═════ Records for the task ═════

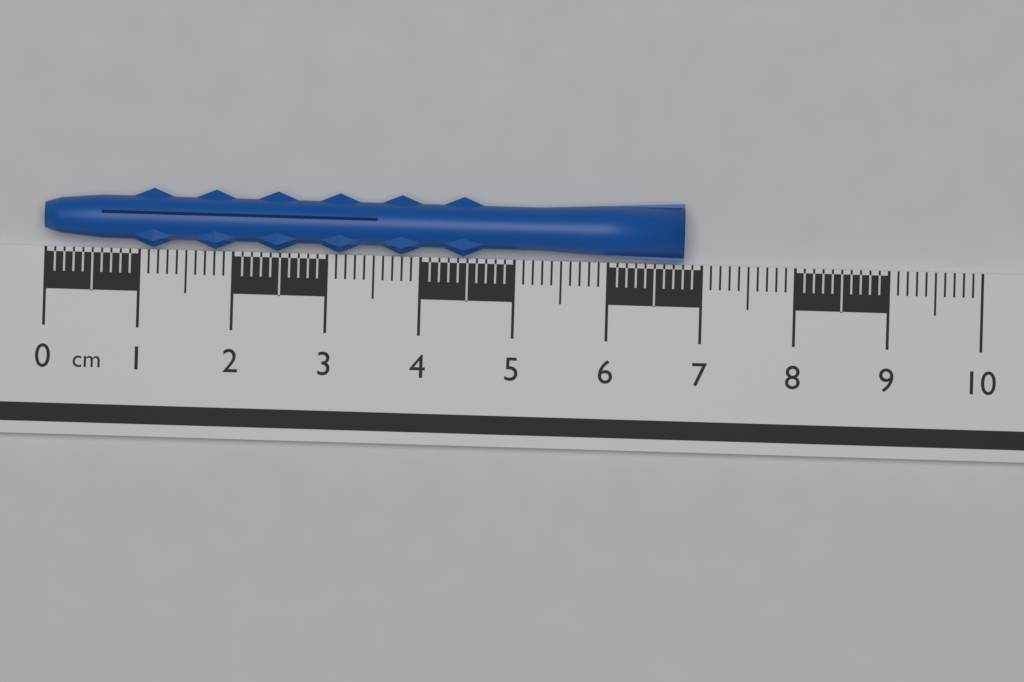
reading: 6.8 cm
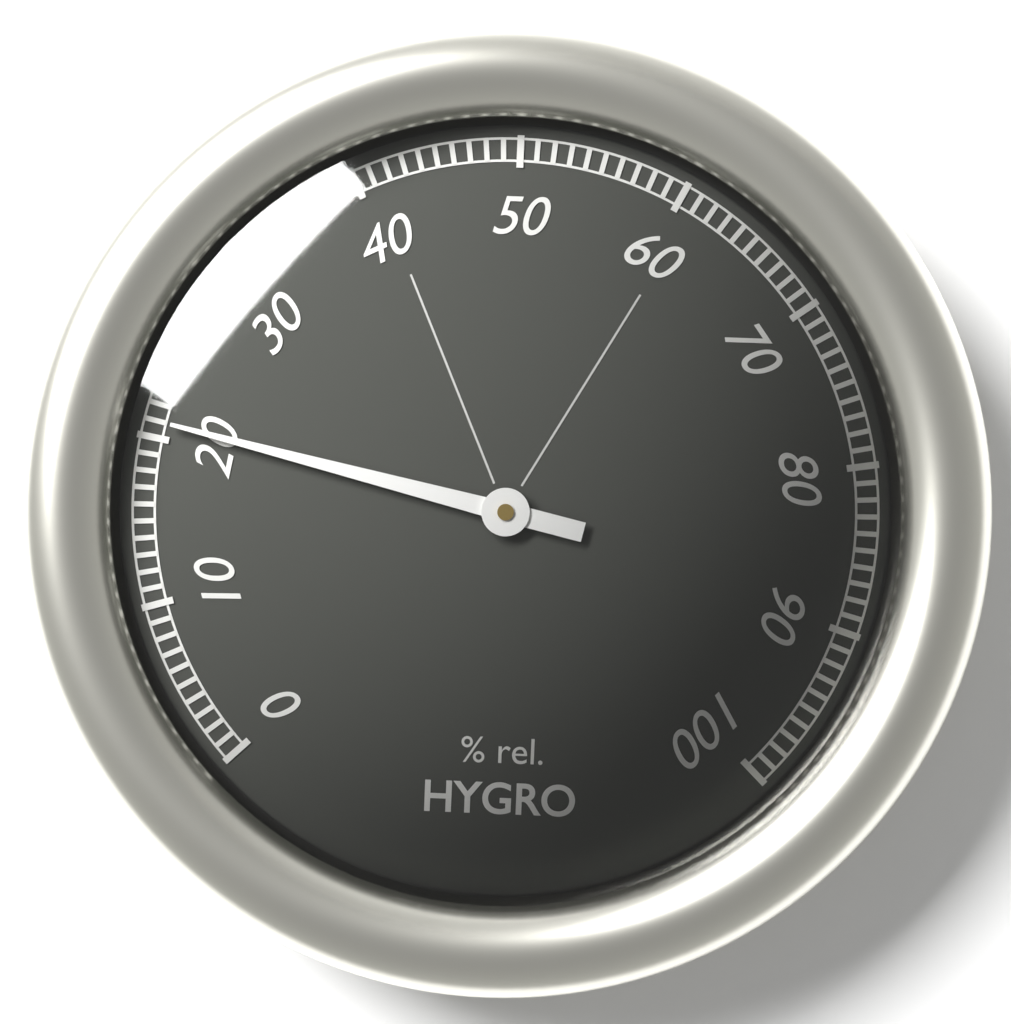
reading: 21 %
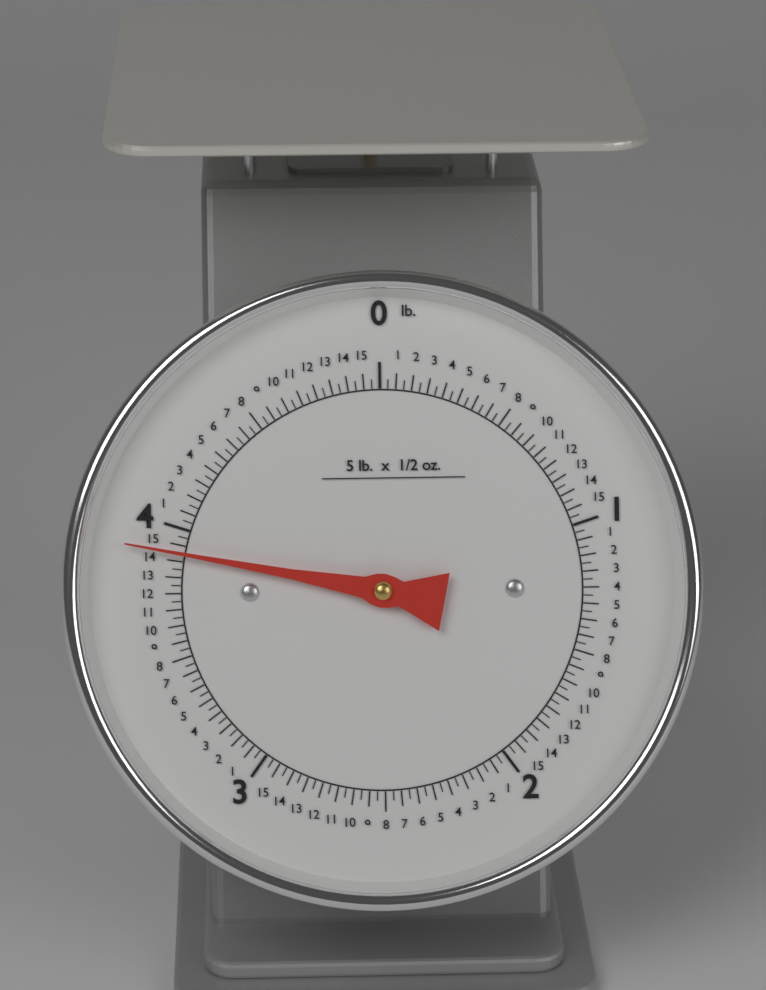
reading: 3.90625 lb
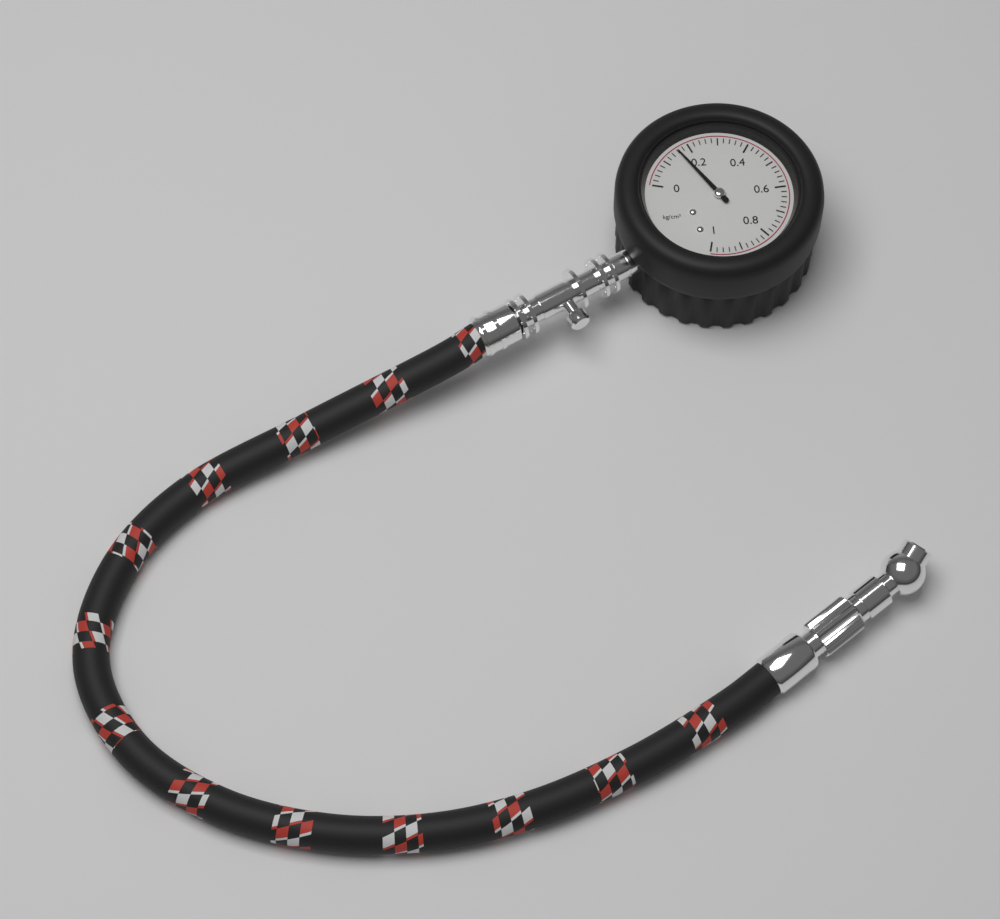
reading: 0.16 kg/cm²
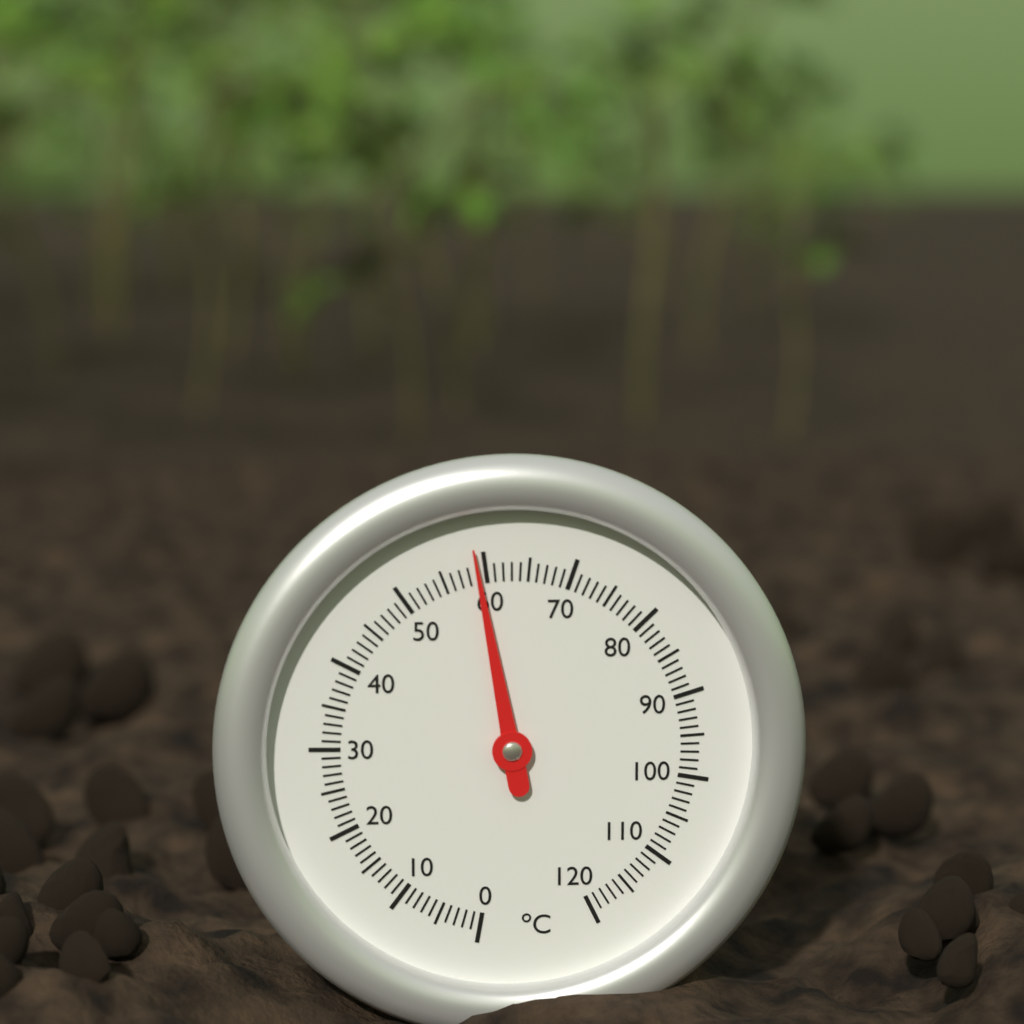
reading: 59 °C
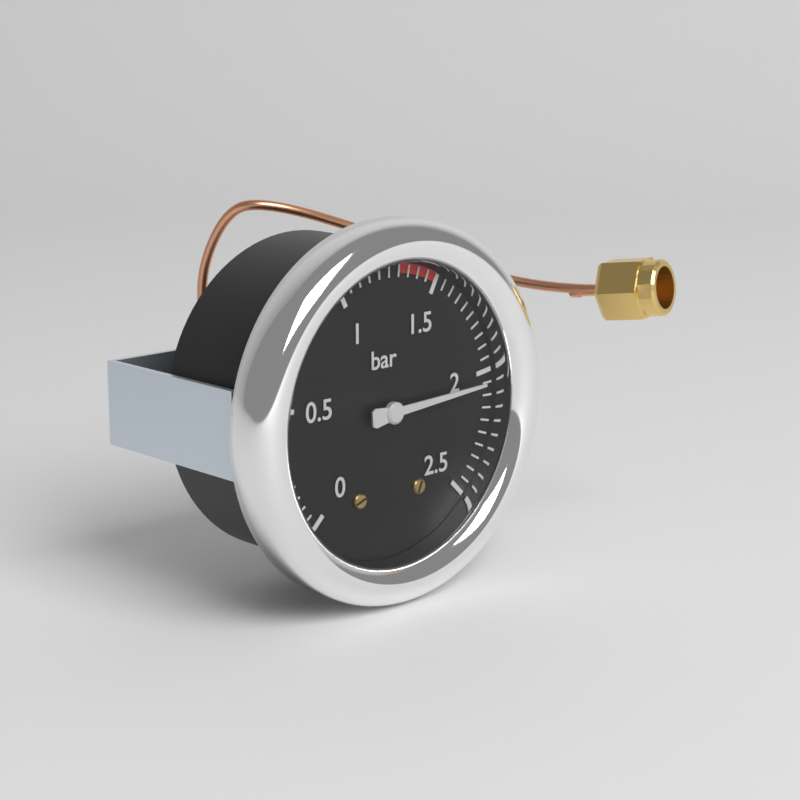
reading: 2.05 bar
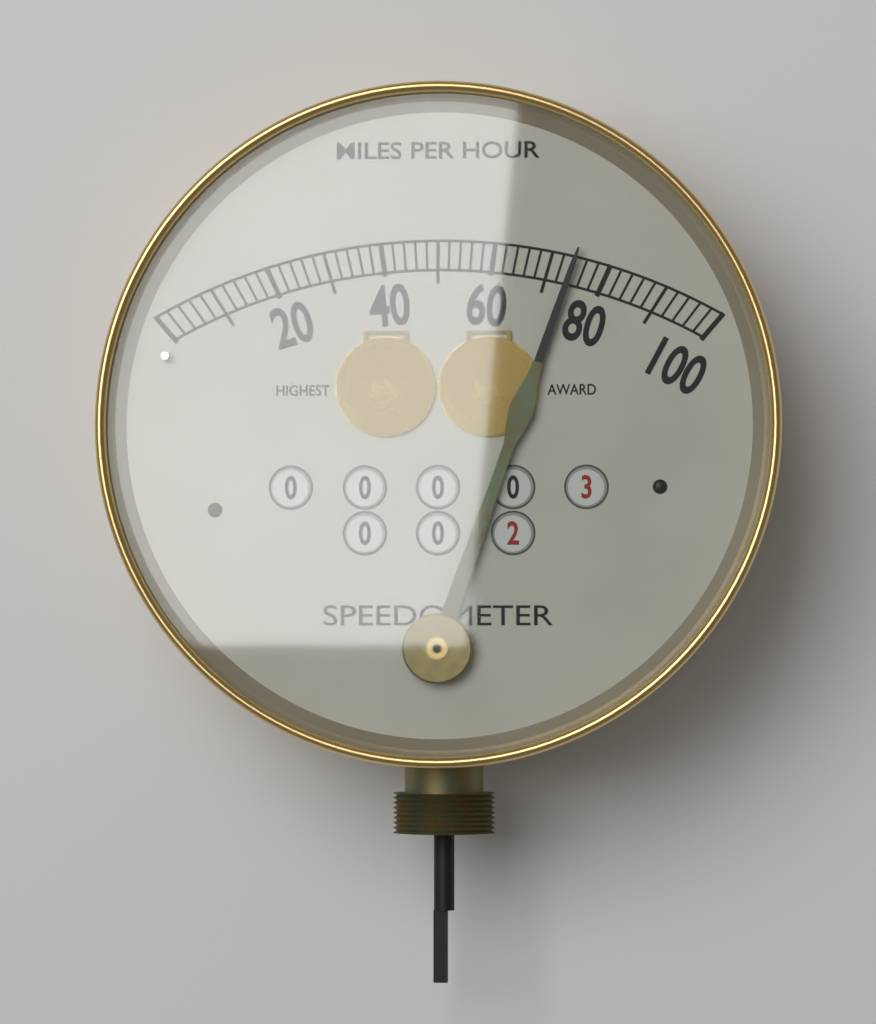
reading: 74 mph
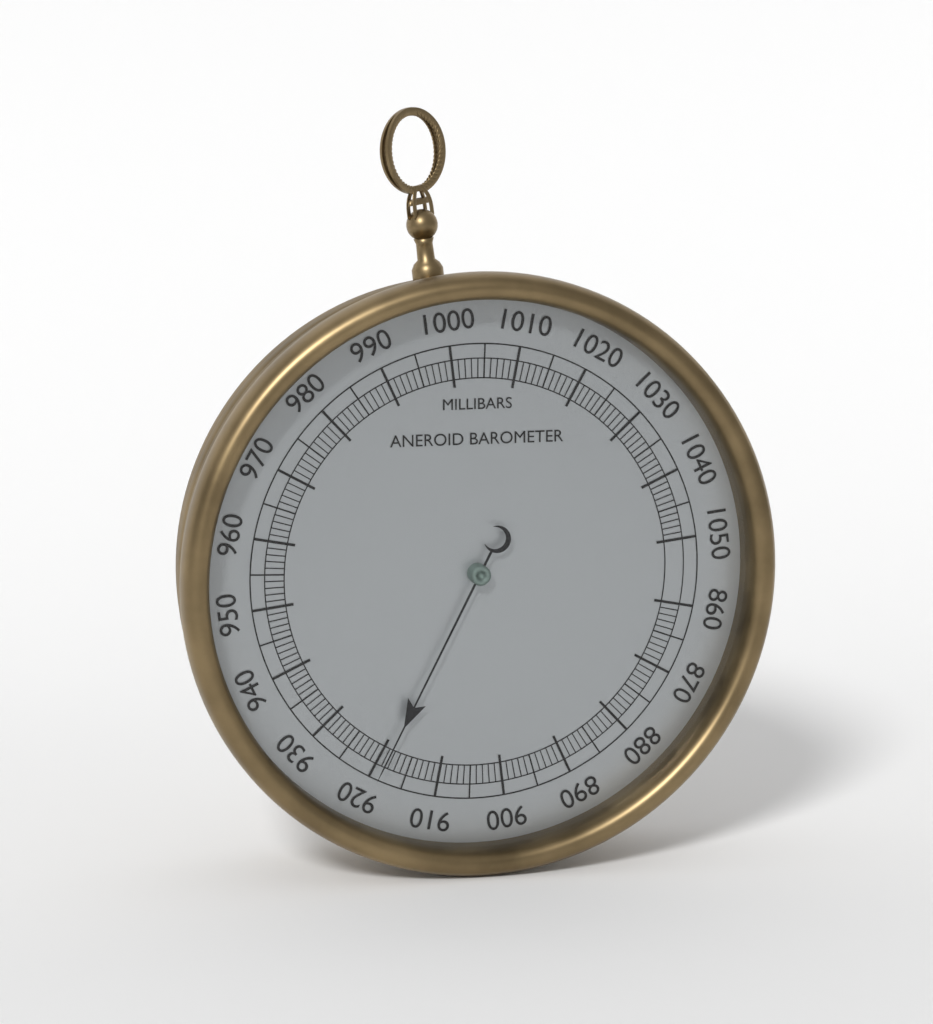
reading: 919 mbar
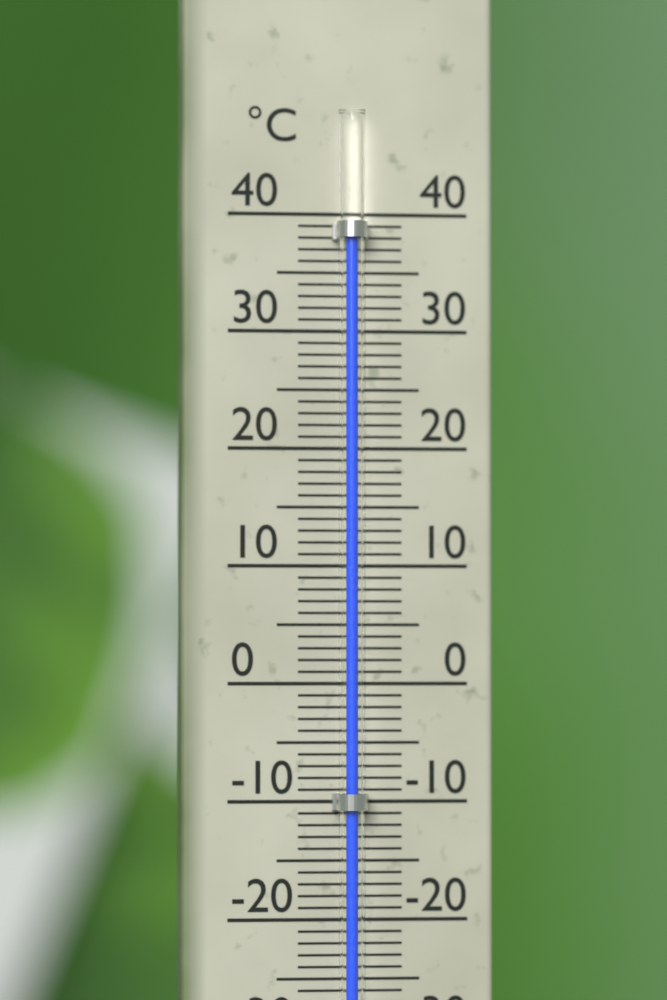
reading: 39 °C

═════

* **What to work on**: Your copy should hold exactly the lines from the one with "reading: 0.16 kg/cm²" through the end of the records, both included, and no pictures.

* **Response to this exercise**:
reading: 0.16 kg/cm²
reading: 59 °C
reading: 2.05 bar
reading: 74 mph
reading: 919 mbar
reading: 39 °C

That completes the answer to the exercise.